The show was over but the thrill of seeing the dolphins lingered as I drove back to South Stack and with another day's leave tomorrow I vowed to return to Point Lynas.

The next day was in complete contrast to yesterday with bright sunshine, although the brisk and chilly northerly wind persisted. I hunkered down as best I could out of the wind but there really was no hiding place sat out on the short springy turf that carpeted the exposed point. Other watchers had returned here too, all of us waiting and hoping for a sight of the Risso's Dolphins



For two hours I sat on the damp grass even dozing periodically, lulled by the sea's rhythm and constantly changing colours and in the process became increasingly cold but my resolve never wavered.
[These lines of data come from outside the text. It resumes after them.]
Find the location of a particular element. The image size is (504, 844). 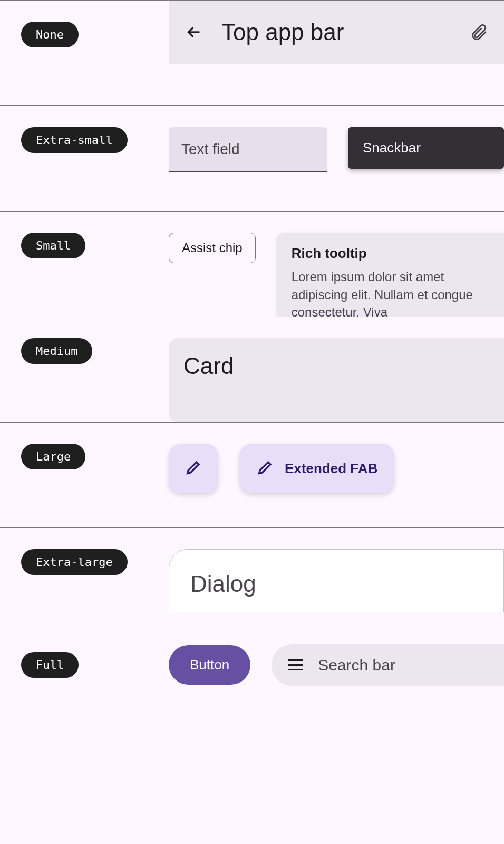

label-pill-extra-small: Extra-small is located at coordinates (74, 140).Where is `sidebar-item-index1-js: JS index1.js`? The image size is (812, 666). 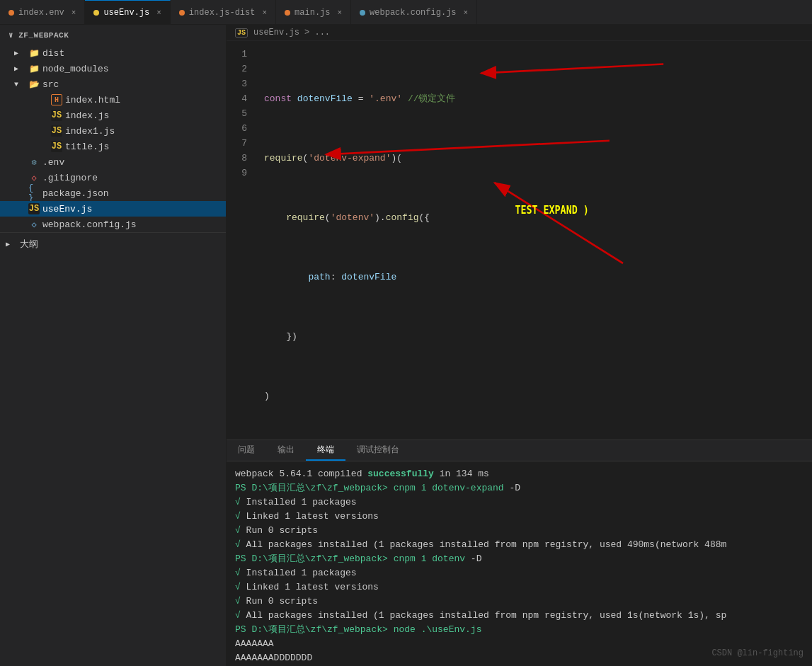
sidebar-item-index1-js: JS index1.js is located at coordinates (113, 131).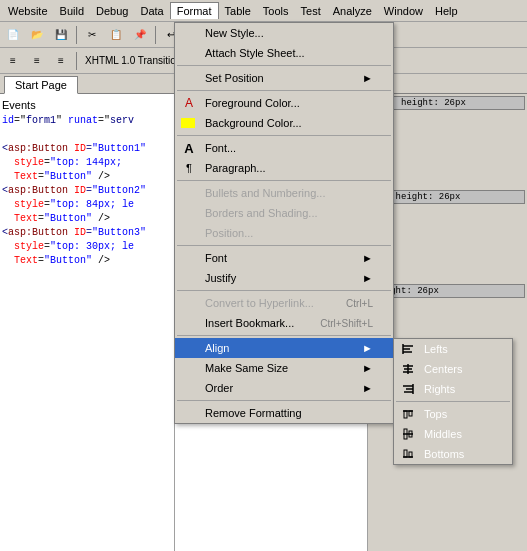 The image size is (527, 551). I want to click on code-line-1: id="form1" runat="serv, so click(87, 121). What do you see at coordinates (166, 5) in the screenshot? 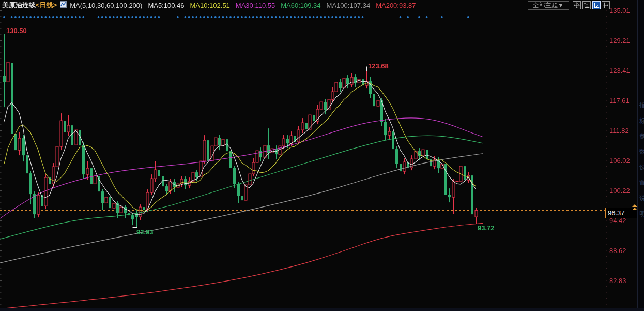
I see `ma5-value: MA5:100.46` at bounding box center [166, 5].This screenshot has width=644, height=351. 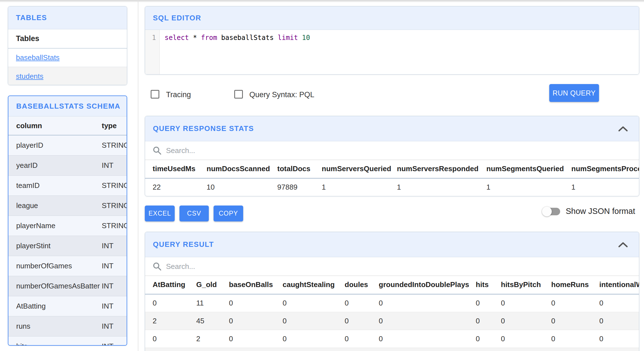 I want to click on schema-row: runsINT, so click(x=68, y=326). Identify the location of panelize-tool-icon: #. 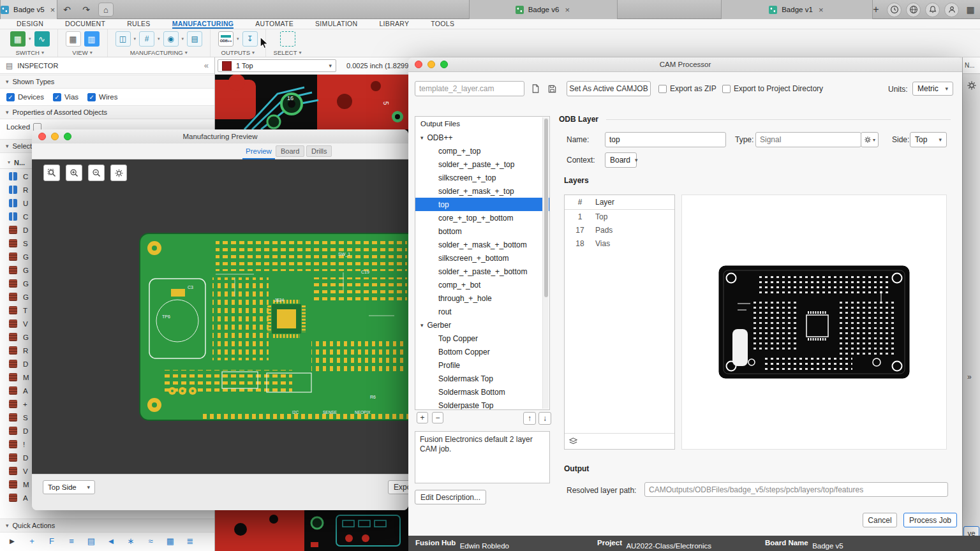
(147, 39).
High tide was due in an hour and that hour passed slowly with nothing remotely exciting apart from a regeneration of my spiritual core in this beautiful place 

Then, as the tide turned it happened. 

Signalled by a huge splash and the sound of a large body slapping down on the water. 

I turned in the direction of the noise and to my amazement saw a Risso's Dolphin breach from the sea, almost totally airborne, three hundred kilos or more rising out of the sea like a missile, only then to fall away sideways, back into a turmoil of sea, re-entry signalled by a huge splash and smacking thump as the length of its body, by now almost horizontal, hit the water.















It became increasingly but thrillingly chaotic as dolphin after dolphin repeatedly breached, propelling their sizeable bulk into the air, one after the other, individuals making a series of multiple breaches, tantalising as you tried to anticipate where they would next breach. Sometimes I got it right at other times not.

It was a truly awesome spectacle and carried on for ten to fifteen minutes.Not only were they breaching but also tail slapping, bringing their flukes down hard on the water to create a mayhem of sound and spray. 




At the risk of sounding anthropomorphic it was almost as if they were enjoying themselves, an expression of unalloyed exuberance, just as children will often madly splash about in a swimming pool.





There was little time to think or consider, just point the camera, fire at ten frames a second and hope some images would be passable. There was no time to check the images, that would have to come later with breath held in the hope that something, anything recorded of this spectacle, would be up to scratch.


Seen in the sunlight the dolphins were magnificent. The adults, dorsally are the palest grey looking almost white at times, each dolphin bears its own unique patterning of white and grey on its underside whilst the younger ones are darker above and not so scarred. The prominent scarring comes from adult males being aggressive to each other and using their seven pairs of teeth to good effect. 


I have never seen a multiple breaching of dolphins like this and never thought I would. Although I had heard rumours of photos taken of breaching being seen earlier in the week at Point Lynas I thought it unlikely to be repeated.How wrong I was and how pleased I was!

This pod of four moved on and we thought it was all over for another day, not that anyone was complaining but forty five minutes later another three Risso's approached and repeated the show just off the point, as if trying to out compete the others that had preceded them.







As to why they do this, no one can be absolutely certain. Is it an aggressive display of some sort, or a mating ritual? Could it be to get rid of parasites? Do they mimic each other in their breaching and tail slapping as a way of sorting out dominance between themselves in their respective pods? Risso's Dolphins mainly feed at night on squid and octopus so it is unlikely to have anything to do with feeding activity.

So many questions and so little information to provide any answers.




1 comment:

  1. Terrific! Had good views of Rissos in the Azores, but not breaching!!!!